Why You Need Both Pillar Pages and Blog Posts
While it may seem like pillar pages are much more beneficial to your content strategy than regular blog posts, you cannot have one without the other. Rather, an organized and well-executed pillar page is among the best ways to showcase your brand’s topical authority over a specific subject to search engines and your target audience. Regular blog posts improve your topical authority by covering many different yet related subtopics in great detail. At the same time, pillar pages organize all the content from your blog posts into a single and all-encompassing user-friendly package.
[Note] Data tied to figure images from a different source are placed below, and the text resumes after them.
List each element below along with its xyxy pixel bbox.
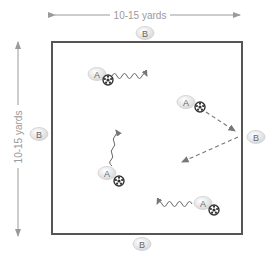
player-b-top: B	[136, 27, 154, 40]
drill-diagram: 10-15 yards 10-15 yards B B B B A A	[0, 0, 274, 263]
vertical-dimension: 10-15 yards	[13, 42, 24, 236]
vertical-dimension-label: 10-15 yards	[13, 111, 24, 164]
player-a-dribble-left: A	[157, 197, 219, 216]
soccer-ball-icon	[103, 75, 113, 85]
player-a-dribble-right: A	[88, 68, 147, 86]
svg-text:B: B	[142, 29, 148, 39]
player-a-dribble-up: A	[98, 130, 124, 186]
return-pass-arrow-icon	[182, 137, 238, 162]
svg-text:A: A	[104, 169, 110, 179]
horizontal-dimension: 10-15 yards	[55, 10, 240, 21]
soccer-ball-icon	[195, 102, 205, 112]
soccer-ball-icon	[114, 176, 124, 186]
svg-text:B: B	[36, 130, 42, 140]
pass-arrow-icon	[206, 112, 235, 131]
player-b-right: B	[247, 131, 265, 144]
dribble-path-icon	[157, 202, 192, 207]
horizontal-dimension-label: 10-15 yards	[114, 10, 167, 21]
svg-text:A: A	[94, 70, 100, 80]
player-a-pass-combo: A	[177, 96, 238, 163]
svg-text:B: B	[253, 133, 259, 143]
player-b-bottom: B	[133, 238, 151, 251]
player-b-left: B	[30, 128, 48, 141]
dribble-path-icon	[112, 74, 147, 79]
svg-text:A: A	[183, 98, 189, 108]
svg-text:A: A	[200, 199, 206, 209]
soccer-ball-icon	[209, 205, 219, 215]
dribble-path-icon	[110, 130, 117, 166]
svg-text:B: B	[139, 240, 145, 250]
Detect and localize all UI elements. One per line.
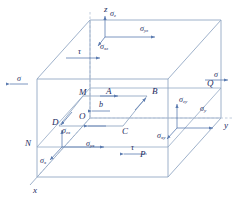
sigma-yz-label: σyz — [140, 25, 148, 34]
sigma-x-sub: x — [44, 160, 46, 165]
axis-lines — [30, 10, 232, 185]
stress-arrows-left — [50, 130, 104, 160]
point-Q-label: Q — [207, 79, 214, 88]
point-A-label: A — [106, 87, 112, 96]
z-axis-label: z — [104, 5, 108, 14]
sigma-x-label: σx — [40, 157, 46, 166]
point-M-label: M — [79, 88, 87, 97]
applied-tau-bottom-label: τ — [131, 144, 134, 152]
point-C-label: C — [122, 127, 128, 136]
point-O-label: O — [79, 112, 86, 121]
sigma-y-label: σy — [200, 105, 206, 114]
sigma-xy-label: σxy — [157, 132, 165, 141]
sigma-yz-sub: yz — [144, 28, 148, 33]
sigma-yx-label: σyx — [86, 140, 94, 149]
point-D-label: D — [52, 118, 59, 127]
point-N-label: N — [25, 139, 31, 148]
sigma-z-sub: z — [114, 13, 116, 18]
applied-sigma-left-label: σ — [17, 75, 21, 83]
point-P-label: P — [140, 150, 146, 159]
applied-tau-top-label: τ — [78, 48, 81, 56]
sigma-yx-sub: yx — [90, 143, 94, 148]
sigma-zx-sub: zx — [66, 130, 70, 135]
figure-canvas — [0, 0, 240, 208]
burgers-vector-label: b — [99, 101, 103, 109]
sigma-xy-sub: xy — [161, 135, 165, 140]
sigma-zx-label: σzx — [62, 127, 70, 136]
sigma-xz-sub: xz — [104, 46, 108, 51]
stress-element-figure: z y x M N P Q A B C D O b σz σyz σxz σy … — [0, 0, 240, 208]
sigma-zy-label: σzy — [179, 96, 187, 105]
sigma-zy-sub: zy — [183, 99, 187, 104]
sigma-z-label: σz — [110, 10, 116, 19]
box-solid-edges — [37, 20, 221, 177]
sigma-y-sub: y — [204, 108, 206, 113]
x-axis-label: x — [33, 186, 37, 195]
applied-sigma-right-label: σ — [214, 71, 218, 79]
box-hidden-edges — [37, 20, 90, 177]
sigma-xz-label: σxz — [100, 43, 108, 52]
mid-section-plane — [37, 88, 221, 147]
point-B-label: B — [152, 87, 158, 96]
y-axis-label: y — [224, 121, 228, 130]
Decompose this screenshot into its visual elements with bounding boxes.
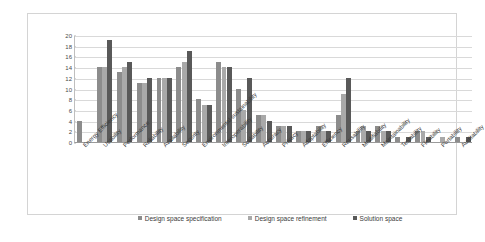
y-axis-tick-label: 8 (69, 97, 72, 103)
legend-swatch (248, 216, 252, 220)
plot-area (74, 36, 472, 143)
chart-frame: 20181614121086420 Energy EfficiencyUsabi… (27, 13, 457, 215)
legend-item: Design space refinement (248, 215, 327, 222)
bar (341, 94, 346, 142)
bar (187, 51, 192, 142)
bar (227, 67, 232, 142)
x-axis-labels: Energy EfficiencyUsabilityPerformanceRel… (74, 144, 472, 214)
bar (395, 137, 400, 142)
bar-group (75, 36, 95, 142)
bar-group (334, 36, 354, 142)
legend-label: Design space specification (145, 215, 222, 222)
bar (147, 78, 152, 142)
legend-label: Design space refinement (255, 215, 327, 222)
chart-legend: Design space specificationDesign space r… (55, 210, 485, 226)
bar-group (194, 36, 214, 142)
y-axis-tick-label: 18 (65, 44, 72, 50)
bar (127, 62, 132, 142)
bar (202, 105, 207, 142)
y-axis-tick-label: 6 (69, 108, 72, 114)
legend-item: Design space specification (138, 215, 222, 222)
bar (122, 67, 127, 142)
bar (167, 78, 172, 142)
bar (346, 78, 351, 142)
legend-swatch (353, 216, 357, 220)
y-axis-tick-label: 12 (65, 76, 72, 82)
y-axis-tick-label: 4 (69, 119, 72, 125)
y-axis-tick-label: 10 (65, 87, 72, 93)
y-axis-tick-label: 0 (69, 140, 72, 146)
y-axis-tick-label: 2 (69, 129, 72, 135)
legend-label: Solution space (360, 215, 403, 222)
y-axis-tick-label: 20 (65, 33, 72, 39)
bars-layer (75, 36, 472, 142)
y-axis-tick-label: 16 (65, 54, 72, 60)
bar (142, 83, 147, 142)
legend-swatch (138, 216, 142, 220)
y-axis: 20181614121086420 (55, 36, 73, 143)
bar-group (115, 36, 135, 142)
bar (455, 137, 460, 142)
bar-group (294, 36, 314, 142)
legend-item: Solution space (353, 215, 403, 222)
y-axis-tick-label: 14 (65, 65, 72, 71)
bar (77, 121, 82, 142)
bar-group (155, 36, 175, 142)
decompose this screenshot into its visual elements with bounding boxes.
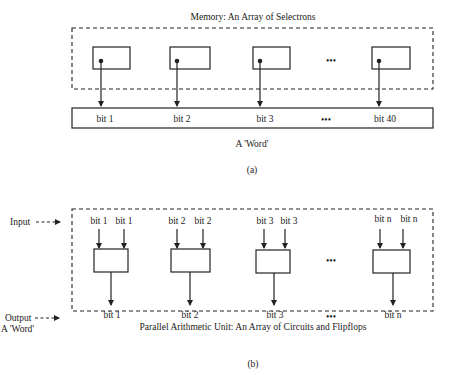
memory-title: Memory: An Array of Selectrons xyxy=(190,12,315,22)
output-label: Output xyxy=(5,313,32,323)
selectron-cell xyxy=(372,47,410,106)
input-bit-label: bit 1 xyxy=(115,216,132,226)
circuit-unit: bit 2 bit 2 bit 2 xyxy=(168,216,211,320)
circuit-box xyxy=(373,250,410,273)
arithmetic-unit-title: Parallel Arithmetic Unit: An Array of Ci… xyxy=(140,322,367,332)
circuit-unit: bit 1 bit 1 bit 1 xyxy=(90,216,132,320)
selectron-cell xyxy=(93,47,130,106)
input-bit-label: bit 2 xyxy=(194,216,211,226)
word-label: A 'Word' xyxy=(235,139,268,149)
input-bit-label: bit 3 xyxy=(280,216,297,226)
ellipsis-icon: ••• xyxy=(326,256,336,266)
output-bit-label: bit 3 xyxy=(266,310,283,320)
circuit-unit: bit n bit n bit n xyxy=(373,214,418,320)
diagram-canvas: Memory: An Array of Selectrons ••• bit 1 xyxy=(0,0,452,375)
output-bit-label: bit n xyxy=(384,310,401,320)
word-bit-label: bit 1 xyxy=(96,114,113,124)
caption-a: (a) xyxy=(247,165,258,176)
input-bit-label: bit 2 xyxy=(168,216,185,226)
output-sublabel: A 'Word' xyxy=(1,324,34,334)
output-bit-label: bit 2 xyxy=(181,310,198,320)
word-bit-label: bit 2 xyxy=(173,114,190,124)
ellipsis-icon: ••• xyxy=(326,312,336,322)
memory-diagram: Memory: An Array of Selectrons ••• bit 1 xyxy=(72,12,433,176)
input-bit-label: bit 3 xyxy=(256,216,273,226)
input-bit-label: bit n xyxy=(374,214,391,224)
input-bit-label: bit 1 xyxy=(90,216,107,226)
caption-b: (b) xyxy=(247,359,258,370)
selectron-cell xyxy=(253,47,290,106)
circuit-unit: bit 3 bit 3 bit 3 xyxy=(256,216,298,320)
ellipsis-icon: ••• xyxy=(321,115,331,125)
word-bit-label: bit 40 xyxy=(374,114,396,124)
circuit-box xyxy=(94,249,128,272)
selectron-cell xyxy=(170,47,210,106)
output-bit-label: bit 1 xyxy=(103,310,120,320)
ellipsis-icon: ••• xyxy=(326,56,336,66)
arithmetic-unit-diagram: Input bit 1 bit 1 bit 1 bit 2 bit 2 bit … xyxy=(1,209,433,370)
circuit-box xyxy=(256,250,290,273)
circuit-box xyxy=(171,249,210,272)
word-bit-label: bit 3 xyxy=(256,114,273,124)
input-label: Input xyxy=(10,217,30,227)
input-bit-label: bit n xyxy=(400,214,417,224)
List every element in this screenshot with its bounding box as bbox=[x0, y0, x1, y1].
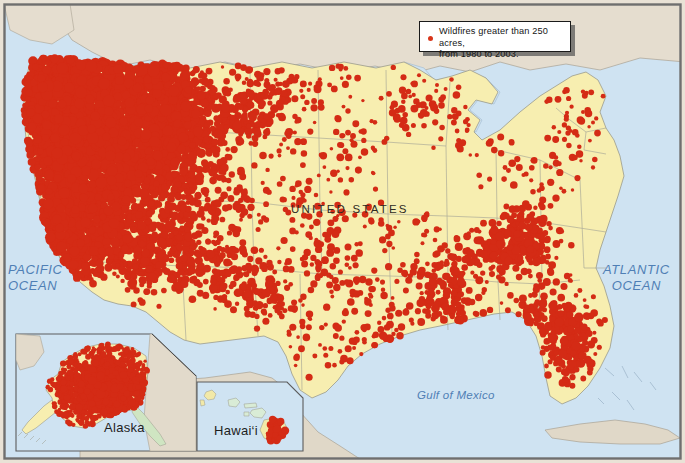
wildfire-map: PACIFIC OCEAN ATLANTIC OCEAN Gulf of Mex… bbox=[0, 0, 685, 463]
hawaii-lanai bbox=[244, 412, 249, 416]
map-legend[interactable]: Wildfires greater than 250 acres, from 1… bbox=[419, 21, 571, 52]
legend-text: Wildfires greater than 250 acres, from 1… bbox=[439, 26, 570, 61]
hawaii-molokai bbox=[244, 403, 257, 408]
map-body bbox=[0, 0, 685, 463]
legend-line-1: Wildfires greater than 250 acres, bbox=[439, 26, 570, 49]
hawaii-niihau bbox=[200, 400, 205, 406]
red-dot-icon bbox=[428, 36, 433, 41]
map-canvas bbox=[0, 0, 685, 463]
legend-line-2: from 1980 to 2003. bbox=[439, 49, 570, 61]
alaska-inset bbox=[16, 334, 196, 451]
hawaii-inset bbox=[197, 382, 303, 451]
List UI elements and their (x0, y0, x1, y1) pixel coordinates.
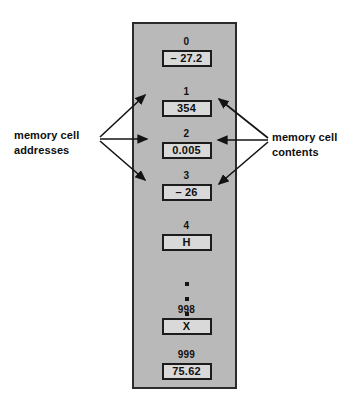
cell-contents-box: – 27.2 (162, 50, 212, 67)
addresses-label-line2: addresses (14, 143, 79, 158)
cell-contents-box: 75.62 (162, 363, 212, 380)
cell-address-label: 999 (134, 349, 239, 361)
cell-contents-box: 0.005 (162, 142, 212, 159)
memory-cell-0: 0 – 27.2 (134, 36, 239, 67)
cell-address-label: 4 (134, 220, 239, 232)
cell-address-label: 0 (134, 36, 239, 48)
cell-address-label: 998 (134, 304, 239, 316)
cell-contents-box: H (162, 234, 212, 251)
cell-address-label: 3 (134, 170, 239, 182)
cell-address-label: 2 (134, 128, 239, 140)
memory-cell-2: 2 0.005 (134, 128, 239, 159)
memory-cell-4: 4 H (134, 220, 239, 251)
memory-panel: 0 – 27.2 1 354 2 0.005 3 – 26 4 H 998 X (132, 22, 237, 389)
memory-cell-contents-label: memory cell contents (272, 130, 337, 160)
contents-label-line2: contents (272, 145, 337, 160)
ellipsis-dot (185, 297, 189, 301)
memory-cell-3: 3 – 26 (134, 170, 239, 201)
cell-contents-box: – 26 (162, 184, 212, 201)
cell-address-label: 1 (134, 86, 239, 98)
cell-contents-box: X (162, 318, 212, 335)
ellipsis-dot (185, 282, 189, 286)
addresses-label-line1: memory cell (14, 128, 79, 143)
memory-cell-999: 999 75.62 (134, 349, 239, 380)
memory-cell-addresses-label: memory cell addresses (14, 128, 79, 158)
contents-label-line1: memory cell (272, 130, 337, 145)
memory-cell-1: 1 354 (134, 86, 239, 117)
memory-cell-998: 998 X (134, 304, 239, 335)
cell-contents-box: 354 (162, 100, 212, 117)
diagram-canvas: 0 – 27.2 1 354 2 0.005 3 – 26 4 H 998 X (0, 0, 356, 412)
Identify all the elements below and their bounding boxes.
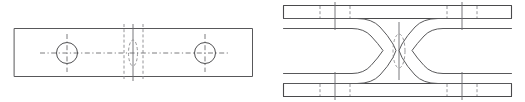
sheet-background [0,0,525,102]
drawing-sheet [0,0,525,102]
engineering-drawing-canvas [0,0,525,102]
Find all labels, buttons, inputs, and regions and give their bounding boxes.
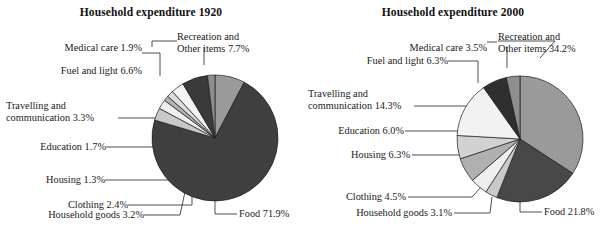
pie-slices-2000 xyxy=(457,76,583,202)
label-medical-care-2000: Medical care 3.5% xyxy=(354,42,487,54)
label-fuel-and-light-1920: Fuel and light 6.6% xyxy=(8,65,142,77)
pie-chart-1920: Recreation and Other items 7.7% Medical … xyxy=(0,0,302,244)
label-clothing-2000: Clothing 4.5% xyxy=(304,191,406,203)
label-recreation-other-items-1920: Recreation and Other items 7.7% xyxy=(177,31,249,54)
label-fuel-and-light-2000: Fuel and light 6.3% xyxy=(314,55,448,67)
label-line-2: Other items 7.7% xyxy=(177,43,249,55)
label-medical-care-1920: Medical care 1.9% xyxy=(10,42,142,54)
label-food-1920: Food 71.9% xyxy=(239,208,289,220)
label-travelling-communication-2000: Travelling and communication 14.3% xyxy=(308,88,401,111)
pie-chart-2000: Recreation and Other items 34.2% Medical… xyxy=(302,0,604,244)
label-household-goods-2000: Household goods 3.1% xyxy=(304,207,452,219)
pie-slices-1920 xyxy=(152,75,278,201)
label-line-1: Recreation and xyxy=(498,31,576,43)
chart-panel-1920: Household expenditure 1920 xyxy=(0,0,302,244)
label-housing-2000: Housing 6.3% xyxy=(304,149,410,161)
household-expenditure-figure: Household expenditure 1920 xyxy=(0,0,604,244)
label-line-1: Recreation and xyxy=(177,31,249,43)
label-education-2000: Education 6.0% xyxy=(304,125,404,137)
label-line-2: Other items 34.2% xyxy=(498,43,576,55)
label-education-1920: Education 1.7% xyxy=(2,141,106,153)
label-travelling-communication-1920: Travelling and communication 3.3% xyxy=(6,100,94,123)
chart-panel-2000: Household expenditure 2000 xyxy=(302,0,604,244)
label-household-goods-1920: Household goods 3.2% xyxy=(2,209,144,221)
label-recreation-other-items-2000: Recreation and Other items 34.2% xyxy=(498,31,576,54)
label-food-2000: Food 21.8% xyxy=(544,206,594,218)
label-housing-1920: Housing 1.3% xyxy=(2,174,105,186)
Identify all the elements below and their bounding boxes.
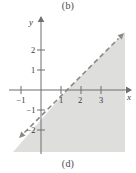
y-tick-label-neg1: −1 [26, 105, 35, 115]
y-tick-label-2: 2 [31, 45, 35, 55]
coordinate-plot: y x −1 1 2 3 2 1 −1 −2 [0, 14, 136, 158]
x-tick-label-3: 3 [99, 95, 103, 105]
y-tick-label-neg2: −2 [26, 125, 35, 135]
figure-caption-bottom: (d) [0, 158, 136, 169]
y-axis-label: y [28, 17, 33, 27]
x-tick-label-neg1: −1 [16, 95, 25, 105]
arrow-up-icon [38, 16, 45, 22]
plot-svg: y x −1 1 2 3 2 1 −1 −2 [0, 14, 136, 158]
x-axis-label: x [126, 92, 131, 102]
inequality-graph-figure: (b) [0, 0, 136, 173]
x-tick-label-1: 1 [59, 95, 63, 105]
x-tick-label-2: 2 [78, 95, 82, 105]
y-tick-label-1: 1 [31, 65, 35, 75]
figure-caption-top: (b) [0, 0, 136, 11]
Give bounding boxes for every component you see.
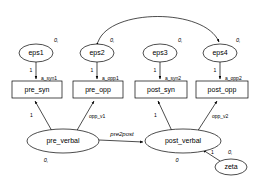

How Pillar Pages Improve Your SEO
1. Polish website structure
The pillar page/topic cluster strategy is a technical SEO optimization method as it improves a website’s structure and makes it easier for Googlebot to crawl through. The easier a website is to crawl by Google and other search engines, the easier it will be to discover, index, and rank its pages. To achieve this, a good rule of thumb is to have all pages on your website be accessible within no more than three clicks, starting from the homepage.
Furthermore, make sure that the most important pages are closest to the home page in your site’s information architecture. Pillar pages follow this model since they are designed to be a destination of their own, which means they are typically accessible directly from the homepage or can be found just a tier below.
2. Enhance your user’s experience
Pillar pages also help make websites easier to navigate by real users in search of information about a specific subject. After all, it only makes sense to group together the many related blog posts or pages categorized under one umbrella term. Thus, whenever a user enters a search query about how to do this or that, they can conveniently find everything they want to know in one place. This improved user experience keeps visitors on your site much longer, which the Google algorithm can pick up on and rank you higher.
3. Rank for competitive keywords
As hub pages for a certain main topic, pillar pages are meant to target broad keywords highly competitive on search engine result pages. Ranking for broad keywords generally requires making long-form content that extensively covers those keywords and linking to other pages that do the same for its child keywords—a.k.a pillar pages. Once these pages rank, they gain backlinks, traffic, and SEO power.
Conclusion
With all that said, using pillar pages is a great tactic if you already have existing blog posts focusing on a specific parent topic. This strategy also lets you re-purpose and re-promote your more dated content. However, that does not mean you cannot create a pillar page with all new content. Doing so will just be less intuitive and requires more time to do research, planning, and production. In these cases, it may be better to enlist the help of SEO services in the Philippines to streamline the process.